Unsolicited Advice for Living in the End Times, Vol. 21

It doesn’t always help to be intelligible

I have a dream of all people living out the end times squeezing every little bit of joy out of every last moment. But I may not get there with you. I worry sometimes as I give this advice that it won’t be used as I intended—that rather than being helpful it might wind up being hurtful.

This worries me, not my own impending doom. Someone has to go first, and if there is a heaven (which I doubt), the first responders will get a good seat. No, it’s for all of you that I fear. What if I haven’t been clear enough in my counseling? All my pointers could turn out to be pointless, my directions a distraction.

I’m starting to think I might have made my suggestions too understandable. It doesn’t always help to be intelligible. Sometimes a healthy lack of lucidity, with just a soupçon of incoherence, can help one achieve the proper mindset to get where we want to be.

I might explicitly tell you how important it is to respect the past if you want the most out of your limited future, but I wouldn’t want you to end up like the Lunardelli clan in Italy. They are winemakers, and to show their respect for those that have come before them, they have released a series of Nazi-related wines for the past 20 years. They say they are not anti-Semitic, explaining that it’s all about history. They believe their sense of history is broad, as they have also produced some tasty Stalin and MussolinI vintages, and of course for the ladies, a spunky Eva Braun zinfandel.

I say too much history. No offense, Clio, but history is history. We have been tethered to the truth for far too long. We ache to get back and we need to get back to that gray area, that womb for wayfarers of peace and peace of mind.

I suggest now that we have to abandon history for it’s more user-friendly neighbor, ­gistory. In point of fact, we need to stop paying such fealty to factuality: There is no one truth, and memory is a sieve. We need the truth that soothes and the remembrances that move us along. Often right beside the reality we have come to accept lives a slightly altered version that wants you to be happy. You just have to trust it. Gistory is and always will be there for you; it has your back. It’s your wingman and your fair witness. It can turn madness into genius and sadness into glee.

Think of it like the history of art: Art begins literal but then when it needs to, it advances into more creative ways of approaching life. I’m not asking you to go all abstract expressionist in your rearranging of reality, but certainly a little impressionism can go a long way. Any idiot can see what’s going on right in front of their eyes, but it takes a visionary with that necessary sense of ambiguity to distinguish what they see from what they think they’ve seen. You get the gist … well I hope you do.

If you’ve been reading this column for a while, I have hopefully rope-a-doped you into the proper state of muddled thinking you’re going to need to come along with me and to continue on after I’m gone. If we’ve learned anything, it’s that no matter how much you learn about life or how great an attitude you have, you might still be eating your breakfast in a sinkhole.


# What to do:
Find every line below with "Storage" in it and give only how many there are.

++++++++++

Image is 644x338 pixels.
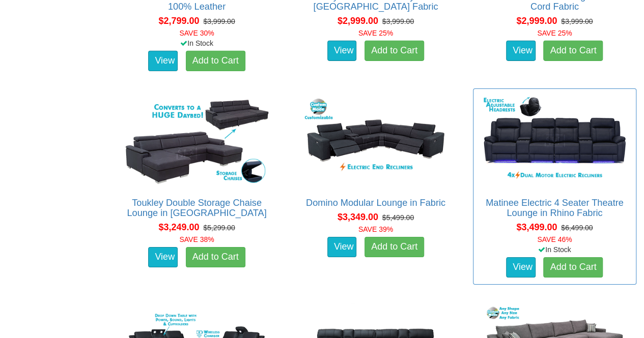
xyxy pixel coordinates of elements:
[543,40,603,61] a: Add to Cart
[179,235,214,244] font: SAVE 38%
[537,29,572,37] font: SAVE 25%
[186,247,245,268] a: Add to Cart
[327,40,356,61] a: View
[479,94,630,188] img: Matinee Electric 4 Seater Theatre Lounge in Rhino Fabric
[179,29,214,37] font: SAVE 30%
[358,225,393,233] font: SAVE 39%
[203,224,235,232] del: $5,299.00
[485,198,623,218] a: Matinee Electric 4 Seater Theatre Lounge in Rhino Fabric
[561,18,592,26] del: $3,999.00
[121,94,273,188] img: Toukley Double Storage Chaise Lounge in Fabric
[561,224,592,232] del: $6,499.00
[382,18,414,26] del: $3,999.00
[543,257,603,278] a: Add to Cart
[127,198,266,218] a: Toukley Double Storage Chaise Lounge in [GEOGRAPHIC_DATA]
[148,51,178,72] a: View
[186,51,245,72] a: Add to Cart
[358,29,393,37] font: SAVE 25%
[506,40,535,61] a: View
[338,16,378,26] span: $2,999.00
[537,235,572,244] font: SAVE 46%
[148,247,178,268] a: View
[327,237,356,257] a: View
[113,38,280,49] div: In Stock
[299,94,452,188] img: Domino Modular Lounge in Fabric
[203,18,235,26] del: $3,999.00
[365,237,424,257] a: Add to Cart
[365,40,424,61] a: Add to Cart
[516,222,557,232] span: $3,499.00
[158,222,199,232] span: $3,249.00
[471,245,638,255] div: In Stock
[506,257,535,278] a: View
[338,212,378,222] span: $3,349.00
[382,214,414,222] del: $5,499.00
[306,198,446,208] a: Domino Modular Lounge in Fabric
[516,16,557,26] span: $2,999.00
[158,16,199,26] span: $2,799.00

++++++++++

# Task output:
2